I'm with you. I hate paying for things I'll never use. Also, added features just ad added opportunities for failure, so I prefer streamlined things that have just what I want.
That said, Motherboards are the biggest offender here. Every goddamn motherboard on the market is full of on board features I'll never use. I would love a motherboard with
nothing outside of what is integrated into the chipset on board. heck, I don't even want most of what is on the chipset.
My perfect motherboard has no ethernet, no wifi, no sound, no SATA controller, only the USB ports that are built into the chipset. Instead the available PCIe lanes are used to maximize the numbers of PCIe and m.2 ports.
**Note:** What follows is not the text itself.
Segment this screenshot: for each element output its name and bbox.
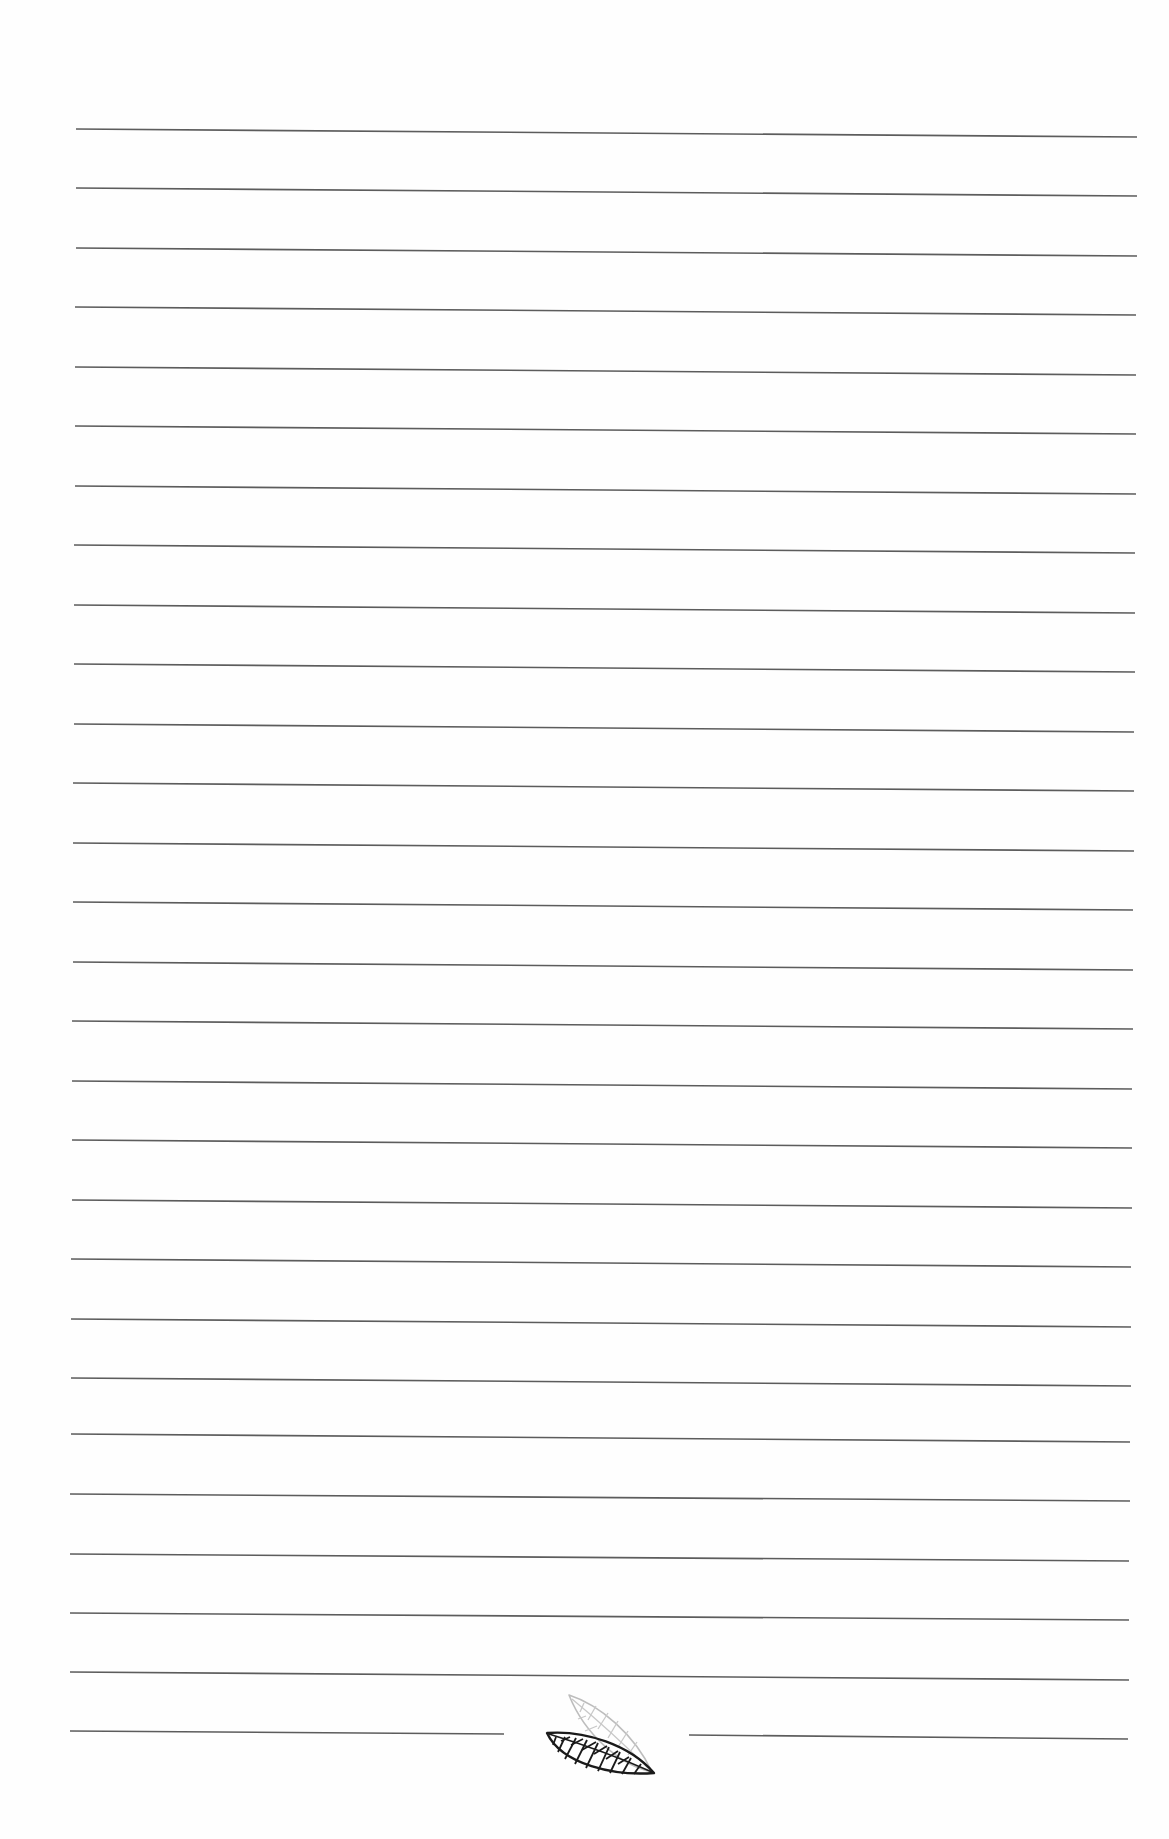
leaf-ornament: [0, 0, 1169, 1839]
notebook-page: [0, 0, 1169, 1839]
dark-leaf-icon: [547, 1733, 654, 1774]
It's too bad PLX chips introduce latency. Otherwise I'd totally buy a board that pools the ~95GB/s bandwidth of Ryzen 7000's 24 Gen 5 lanes and provides eight 16x slots I can use as I see fit in a mix of newer and older generation slots.
All of that said, despite how much attention "gaming" gets these days, and for good reason as "gaming " parts have much higher margins than the few remaining non-"gaming" parts, the vast majority of CPU's and other parts sold are not going into gaming builds. Heck, they arent even going into custom builds at all. The king of volume is still highly integrated and custom OEM builds, and like 99% of these use on board graphics and integrated components.
None of my main builds in the modern era have had any integrated graphics, but that's just because of the models I've chosen:
- Intel Core i7-920
- Phenom X6 1090T
- Intel Core i7-3930k
- AMD Threadripper 3960x
Most of these have been so called "HEDT" models which generally don't have the integrated graphics.